Acquitted Amanda Knox back in Italy for wrongful conviction talk
06/13/2019 8:19 am PDT
via KDVR
MILAN (KDVR) -- Amanda Knox, a former American exchange student who became the focus of a sensational murder case, arrived in Italy Thursday for the first time since an appeals court acquitted her in 2011 in the slaying of her British roommate.
Knox arrived at Milan's Linate airport en route to the northern city of Modena, where she is scheduled to participate Saturday in a panel discussion on wrongful convictions.
She was accompanied by her mother and fiancee, and escorted by plainclothes officers. She kept her eyes down as she exited the airport and did not respond to reporters' questions.

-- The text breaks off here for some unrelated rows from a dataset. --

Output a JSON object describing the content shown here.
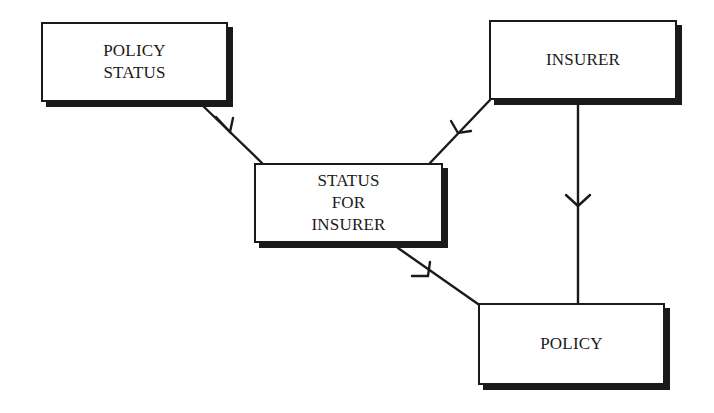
{
  "diagram": {
    "type": "entity-relationship",
    "notation": "crow's-foot style 'many' arrows (chevron toward many side)",
    "entities": [
      {
        "id": "policy_status",
        "label": "POLICY\nSTATUS",
        "x": 41,
        "y": 22,
        "w": 187,
        "h": 80
      },
      {
        "id": "insurer",
        "label": "INSURER",
        "x": 489,
        "y": 20,
        "w": 188,
        "h": 80
      },
      {
        "id": "status_for_insurer",
        "label": "STATUS\nFOR\nINSURER",
        "x": 254,
        "y": 163,
        "w": 189,
        "h": 80
      },
      {
        "id": "policy",
        "label": "POLICY",
        "x": 478,
        "y": 303,
        "w": 187,
        "h": 82
      }
    ],
    "relationships": [
      {
        "from": "policy_status",
        "to": "status_for_insurer",
        "cardinality": "one-to-many"
      },
      {
        "from": "insurer",
        "to": "status_for_insurer",
        "cardinality": "one-to-many"
      },
      {
        "from": "insurer",
        "to": "policy",
        "cardinality": "one-to-many"
      },
      {
        "from": "status_for_insurer",
        "to": "policy",
        "cardinality": "one-to-many"
      }
    ],
    "colors": {
      "stroke": "#1a1a1a",
      "fill": "#ffffff",
      "background": "#ffffff"
    }
  }
}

The killing of Knox's roommate in the university town of Perugia, 21-year-old Meredith Kercher, on Nov. 1, 2007 attracted global attention, especially after suspicion fell on the photogenic Knox, and her boyfriend, Raffaele Sollecito.

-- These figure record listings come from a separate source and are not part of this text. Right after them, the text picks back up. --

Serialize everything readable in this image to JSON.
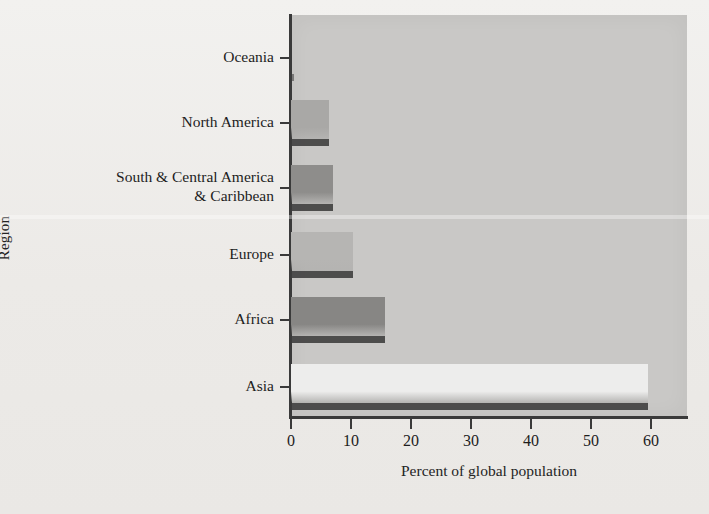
{
  "chart_data": {
    "type": "bar",
    "orientation": "horizontal",
    "title": "",
    "xlabel": "Percent of global population",
    "ylabel": "Region",
    "categories": [
      "Oceania",
      "North America",
      "South & Central America\n& Caribbean",
      "Europe",
      "Africa",
      "Asia"
    ],
    "values": [
      0.5,
      6.3,
      7.0,
      10.3,
      15.6,
      59.5
    ],
    "xlim": [
      0,
      66
    ],
    "xticks": [
      0,
      10,
      20,
      30,
      40,
      50,
      60
    ],
    "xtick_labels": [
      "0",
      "10",
      "20",
      "30",
      "40",
      "50",
      "60"
    ],
    "grid": false,
    "legend": "none",
    "bar_colors": [
      "#b9b8b6",
      "#a9a8a6",
      "#8e8d8b",
      "#b6b5b3",
      "#878684",
      "#ededec"
    ],
    "plot_background": "#c9c8c6",
    "figure_background": "#eceae7",
    "axis_color": "#3a3a3a"
  },
  "axis_titles": {
    "y": "Region",
    "x": "Percent of global population"
  }
}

Kercher's nude body was found under a blanket in her locked room; investigators said her throat was slit and she had been sexually assaulted.
Knox's October 2011 acquittal – following a lower court conviction that brought a 26-year prison sentence – was one step in the long legal process that saw multiple flip-flop rulings before she and Sollecito were definitively acquitted in 2015 by Italy's highest court.

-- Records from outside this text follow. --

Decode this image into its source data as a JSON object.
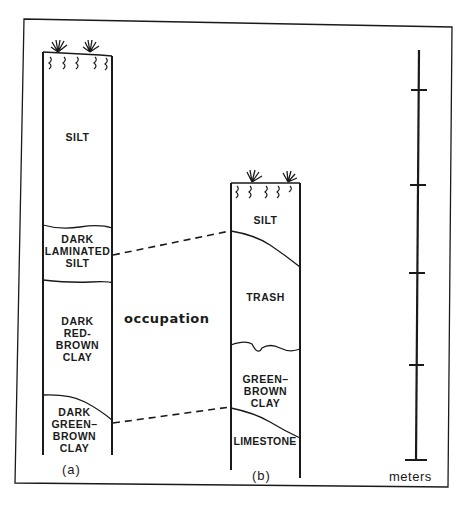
{
  "figure": {
    "column_a": {
      "caption": "(a)",
      "layers": [
        {
          "label": "SILT"
        },
        {
          "label": "DARK\nLAMINATED\nSILT"
        },
        {
          "label": "DARK\nRED-BROWN\nCLAY"
        },
        {
          "label": "DARK\nGREEN–\nBROWN\nCLAY"
        }
      ]
    },
    "column_b": {
      "caption": "(b)",
      "layers": [
        {
          "label": "SILT"
        },
        {
          "label": "TRASH"
        },
        {
          "label": "GREEN–\nBROWN\nCLAY"
        },
        {
          "label": "LIMESTONE"
        }
      ]
    },
    "correlation_label": "occupation",
    "scale": {
      "unit_label": "meters",
      "ticks": 5
    },
    "colors": {
      "ink": "#1a1a1a",
      "paper": "#ffffff"
    }
  }
}
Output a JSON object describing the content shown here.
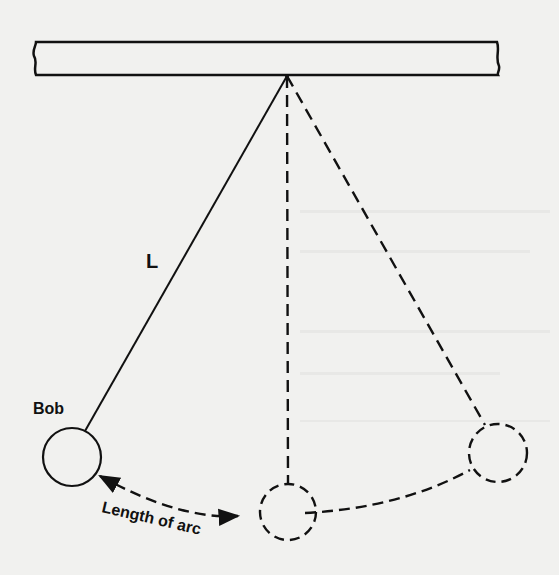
{
  "figure": {
    "type": "pendulum diagram",
    "labels": {
      "string_length": "L",
      "bob": "Bob",
      "arc": "Length of arc"
    },
    "elements": {
      "support_beam": "rigid support bar",
      "pivot": "pivot point",
      "string_solid": "pendulum string (displaced position)",
      "string_rest": "dashed string at rest position",
      "string_opposite": "dashed string at opposite extreme",
      "bob_left": "solid bob (left extreme)",
      "bob_center": "dashed bob (rest position)",
      "bob_right": "dashed bob (right extreme)",
      "arc_arrow": "double-headed dashed arc",
      "arc_right": "dashed arc path"
    },
    "colors": {
      "ink": "#111111",
      "paper": "#f1f1ef"
    }
  }
}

Knox's slander conviction and three-year sentence for having wrongly accused a Congolese bar owner, however, remained intact.
In all, Knox spent four years in jail, including during the investigation, before her 2011 acquittal freed her to return to her native Seattle, where she has lived since. An Ivorian immigrant, Rudy Guede, is serving a 16-year murder sentence for Kercher's slaying.